What you need to do: Please copy out the entries until you have copied the line that contains "In order to click on HOMEPAGE", beginning with the first line.

Saved entries
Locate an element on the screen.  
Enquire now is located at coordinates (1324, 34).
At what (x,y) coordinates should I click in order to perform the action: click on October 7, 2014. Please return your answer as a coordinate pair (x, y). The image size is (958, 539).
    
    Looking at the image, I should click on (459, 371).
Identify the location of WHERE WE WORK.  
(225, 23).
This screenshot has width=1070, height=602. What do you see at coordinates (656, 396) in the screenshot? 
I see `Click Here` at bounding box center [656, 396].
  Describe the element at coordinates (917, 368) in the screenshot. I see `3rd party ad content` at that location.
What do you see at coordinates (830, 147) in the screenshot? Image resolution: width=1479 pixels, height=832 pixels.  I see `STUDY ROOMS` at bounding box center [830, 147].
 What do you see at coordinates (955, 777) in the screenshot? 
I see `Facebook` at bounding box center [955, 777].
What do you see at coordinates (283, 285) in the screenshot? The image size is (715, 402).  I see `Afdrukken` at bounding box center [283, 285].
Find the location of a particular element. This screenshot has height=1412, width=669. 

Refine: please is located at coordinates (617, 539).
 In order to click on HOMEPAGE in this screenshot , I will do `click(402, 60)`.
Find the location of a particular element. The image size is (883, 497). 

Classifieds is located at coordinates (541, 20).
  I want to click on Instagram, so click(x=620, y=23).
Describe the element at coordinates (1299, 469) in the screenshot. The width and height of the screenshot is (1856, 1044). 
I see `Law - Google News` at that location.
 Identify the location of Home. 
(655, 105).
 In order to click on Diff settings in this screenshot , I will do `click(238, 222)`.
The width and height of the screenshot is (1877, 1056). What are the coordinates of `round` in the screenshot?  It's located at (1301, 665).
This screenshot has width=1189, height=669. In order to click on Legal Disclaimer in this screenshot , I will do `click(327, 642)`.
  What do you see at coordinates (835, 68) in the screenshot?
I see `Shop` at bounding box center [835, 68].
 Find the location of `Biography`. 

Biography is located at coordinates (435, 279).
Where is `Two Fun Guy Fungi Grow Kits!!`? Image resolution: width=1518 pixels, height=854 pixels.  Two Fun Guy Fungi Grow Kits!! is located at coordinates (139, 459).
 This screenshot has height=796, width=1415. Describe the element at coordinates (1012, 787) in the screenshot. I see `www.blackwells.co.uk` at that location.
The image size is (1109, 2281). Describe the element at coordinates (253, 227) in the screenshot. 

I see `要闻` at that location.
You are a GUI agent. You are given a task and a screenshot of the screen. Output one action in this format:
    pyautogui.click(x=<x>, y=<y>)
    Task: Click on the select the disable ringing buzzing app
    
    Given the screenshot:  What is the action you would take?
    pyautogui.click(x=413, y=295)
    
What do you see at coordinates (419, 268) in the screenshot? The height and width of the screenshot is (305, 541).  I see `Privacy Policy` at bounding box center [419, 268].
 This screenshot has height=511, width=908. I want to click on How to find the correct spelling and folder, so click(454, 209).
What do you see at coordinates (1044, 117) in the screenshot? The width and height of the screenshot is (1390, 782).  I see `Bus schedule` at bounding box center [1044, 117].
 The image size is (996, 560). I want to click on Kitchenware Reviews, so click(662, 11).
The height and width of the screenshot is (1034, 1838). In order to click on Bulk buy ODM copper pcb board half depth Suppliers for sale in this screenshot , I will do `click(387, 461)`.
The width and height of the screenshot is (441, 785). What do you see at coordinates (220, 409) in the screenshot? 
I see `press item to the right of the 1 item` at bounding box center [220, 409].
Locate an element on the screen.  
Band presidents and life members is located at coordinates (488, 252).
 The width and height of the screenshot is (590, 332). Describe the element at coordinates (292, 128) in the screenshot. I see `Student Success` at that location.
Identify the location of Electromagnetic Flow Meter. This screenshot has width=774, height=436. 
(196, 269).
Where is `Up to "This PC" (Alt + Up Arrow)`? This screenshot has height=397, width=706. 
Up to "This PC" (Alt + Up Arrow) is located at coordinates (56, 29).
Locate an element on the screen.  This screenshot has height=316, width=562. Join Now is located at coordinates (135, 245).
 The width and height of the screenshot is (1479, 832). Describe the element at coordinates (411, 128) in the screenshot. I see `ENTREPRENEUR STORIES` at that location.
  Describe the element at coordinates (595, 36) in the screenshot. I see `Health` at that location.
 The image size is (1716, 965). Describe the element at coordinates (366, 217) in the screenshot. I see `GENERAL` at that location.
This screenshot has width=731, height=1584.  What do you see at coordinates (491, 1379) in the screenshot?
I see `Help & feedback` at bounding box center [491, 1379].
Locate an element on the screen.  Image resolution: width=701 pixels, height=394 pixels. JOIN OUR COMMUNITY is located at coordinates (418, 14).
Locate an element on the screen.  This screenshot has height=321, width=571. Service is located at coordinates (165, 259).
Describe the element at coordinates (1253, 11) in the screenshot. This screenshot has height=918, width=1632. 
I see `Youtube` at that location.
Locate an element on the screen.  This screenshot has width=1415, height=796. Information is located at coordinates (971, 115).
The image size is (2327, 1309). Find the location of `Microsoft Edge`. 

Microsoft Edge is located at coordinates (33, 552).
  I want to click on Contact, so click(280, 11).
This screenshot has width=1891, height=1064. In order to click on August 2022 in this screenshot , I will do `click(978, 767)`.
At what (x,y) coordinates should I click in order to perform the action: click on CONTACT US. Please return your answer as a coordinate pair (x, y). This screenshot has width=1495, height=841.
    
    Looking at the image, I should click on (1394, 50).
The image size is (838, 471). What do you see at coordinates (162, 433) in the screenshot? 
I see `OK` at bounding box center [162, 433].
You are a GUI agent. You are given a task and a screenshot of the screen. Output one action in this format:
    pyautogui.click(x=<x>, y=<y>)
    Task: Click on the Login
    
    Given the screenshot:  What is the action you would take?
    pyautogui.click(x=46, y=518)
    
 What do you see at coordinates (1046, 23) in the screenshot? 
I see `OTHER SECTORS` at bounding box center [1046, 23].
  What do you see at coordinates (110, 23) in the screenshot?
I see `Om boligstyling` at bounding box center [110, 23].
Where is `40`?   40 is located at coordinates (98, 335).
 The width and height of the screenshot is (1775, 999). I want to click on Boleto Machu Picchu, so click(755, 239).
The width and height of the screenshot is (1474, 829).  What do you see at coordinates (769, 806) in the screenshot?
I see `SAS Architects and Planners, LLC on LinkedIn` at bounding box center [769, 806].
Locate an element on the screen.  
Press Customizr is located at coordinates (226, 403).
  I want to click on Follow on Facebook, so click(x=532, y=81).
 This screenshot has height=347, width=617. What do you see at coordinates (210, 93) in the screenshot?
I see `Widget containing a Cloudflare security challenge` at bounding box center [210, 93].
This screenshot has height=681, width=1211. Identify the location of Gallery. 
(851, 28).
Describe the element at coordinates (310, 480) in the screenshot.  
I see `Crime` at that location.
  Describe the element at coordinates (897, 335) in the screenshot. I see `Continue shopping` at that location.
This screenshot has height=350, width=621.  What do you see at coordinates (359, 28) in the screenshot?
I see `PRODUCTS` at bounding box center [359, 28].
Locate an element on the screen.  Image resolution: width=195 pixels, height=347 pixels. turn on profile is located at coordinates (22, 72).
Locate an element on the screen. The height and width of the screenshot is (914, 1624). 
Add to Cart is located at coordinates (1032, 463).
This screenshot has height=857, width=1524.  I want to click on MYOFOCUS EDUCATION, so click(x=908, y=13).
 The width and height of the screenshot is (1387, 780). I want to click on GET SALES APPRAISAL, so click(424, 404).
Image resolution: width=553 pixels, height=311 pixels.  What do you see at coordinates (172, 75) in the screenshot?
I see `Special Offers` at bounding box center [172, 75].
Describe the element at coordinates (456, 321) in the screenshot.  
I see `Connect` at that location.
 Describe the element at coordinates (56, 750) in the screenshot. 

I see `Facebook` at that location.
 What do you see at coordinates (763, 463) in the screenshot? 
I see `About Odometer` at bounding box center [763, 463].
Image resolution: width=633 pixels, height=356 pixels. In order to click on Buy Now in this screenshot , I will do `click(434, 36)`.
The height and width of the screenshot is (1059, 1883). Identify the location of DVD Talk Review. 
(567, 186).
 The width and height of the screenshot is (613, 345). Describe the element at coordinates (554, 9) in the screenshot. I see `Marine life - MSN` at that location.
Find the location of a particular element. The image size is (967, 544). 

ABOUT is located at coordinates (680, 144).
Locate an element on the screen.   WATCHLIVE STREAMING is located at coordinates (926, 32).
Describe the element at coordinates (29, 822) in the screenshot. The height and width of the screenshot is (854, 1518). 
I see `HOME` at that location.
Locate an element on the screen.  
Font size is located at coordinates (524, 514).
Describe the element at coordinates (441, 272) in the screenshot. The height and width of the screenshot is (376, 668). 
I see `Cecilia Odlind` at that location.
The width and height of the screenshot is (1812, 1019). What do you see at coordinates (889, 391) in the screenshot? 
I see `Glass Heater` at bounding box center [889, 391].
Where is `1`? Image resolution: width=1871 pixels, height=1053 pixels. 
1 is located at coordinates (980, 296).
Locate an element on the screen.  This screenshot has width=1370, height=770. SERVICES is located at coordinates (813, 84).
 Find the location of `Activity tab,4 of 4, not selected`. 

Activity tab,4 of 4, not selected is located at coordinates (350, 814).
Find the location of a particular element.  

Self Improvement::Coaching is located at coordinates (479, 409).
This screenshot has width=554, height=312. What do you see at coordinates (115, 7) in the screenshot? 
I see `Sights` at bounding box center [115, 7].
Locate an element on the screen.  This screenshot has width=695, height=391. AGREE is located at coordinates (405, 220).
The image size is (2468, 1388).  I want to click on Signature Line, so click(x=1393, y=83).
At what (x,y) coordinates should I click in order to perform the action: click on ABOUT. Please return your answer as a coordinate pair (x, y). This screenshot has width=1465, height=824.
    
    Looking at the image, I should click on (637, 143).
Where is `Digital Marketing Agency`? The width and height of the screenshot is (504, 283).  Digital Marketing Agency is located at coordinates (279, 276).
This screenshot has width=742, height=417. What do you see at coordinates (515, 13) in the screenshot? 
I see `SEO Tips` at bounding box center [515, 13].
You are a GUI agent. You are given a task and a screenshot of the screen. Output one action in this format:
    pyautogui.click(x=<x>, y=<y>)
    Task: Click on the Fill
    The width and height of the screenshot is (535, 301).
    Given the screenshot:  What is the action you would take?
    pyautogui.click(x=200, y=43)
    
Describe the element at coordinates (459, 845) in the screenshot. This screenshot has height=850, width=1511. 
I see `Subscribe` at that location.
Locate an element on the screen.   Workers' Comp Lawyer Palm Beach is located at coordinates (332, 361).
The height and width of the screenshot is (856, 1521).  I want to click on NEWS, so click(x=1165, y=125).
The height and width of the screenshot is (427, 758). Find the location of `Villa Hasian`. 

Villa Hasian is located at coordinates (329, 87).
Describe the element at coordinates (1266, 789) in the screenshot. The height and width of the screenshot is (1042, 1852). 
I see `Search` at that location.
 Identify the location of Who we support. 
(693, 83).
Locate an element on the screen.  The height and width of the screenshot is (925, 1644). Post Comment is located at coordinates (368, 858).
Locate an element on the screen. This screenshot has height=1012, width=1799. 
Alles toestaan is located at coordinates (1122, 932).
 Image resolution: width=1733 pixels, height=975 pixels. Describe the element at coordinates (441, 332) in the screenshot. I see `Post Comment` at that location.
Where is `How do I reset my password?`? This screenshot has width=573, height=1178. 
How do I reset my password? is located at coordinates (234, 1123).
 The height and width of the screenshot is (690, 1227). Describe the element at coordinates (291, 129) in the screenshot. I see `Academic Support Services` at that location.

Written response:
Locate an element on the screen.  
Enquire now is located at coordinates (1324, 34).
At what (x,y) coordinates should I click in order to perform the action: click on October 7, 2014. Please return your answer as a coordinate pair (x, y). The image size is (958, 539).
    
    Looking at the image, I should click on (459, 371).
Identify the location of WHERE WE WORK.  
(225, 23).
This screenshot has width=1070, height=602. What do you see at coordinates (656, 396) in the screenshot? 
I see `Click Here` at bounding box center [656, 396].
  Describe the element at coordinates (917, 368) in the screenshot. I see `3rd party ad content` at that location.
What do you see at coordinates (830, 147) in the screenshot? Image resolution: width=1479 pixels, height=832 pixels.  I see `STUDY ROOMS` at bounding box center [830, 147].
 What do you see at coordinates (955, 777) in the screenshot? 
I see `Facebook` at bounding box center [955, 777].
What do you see at coordinates (283, 285) in the screenshot? The image size is (715, 402).  I see `Afdrukken` at bounding box center [283, 285].
Find the location of a particular element. This screenshot has height=1412, width=669. 

Refine: please is located at coordinates (617, 539).
 In order to click on HOMEPAGE in this screenshot , I will do `click(402, 60)`.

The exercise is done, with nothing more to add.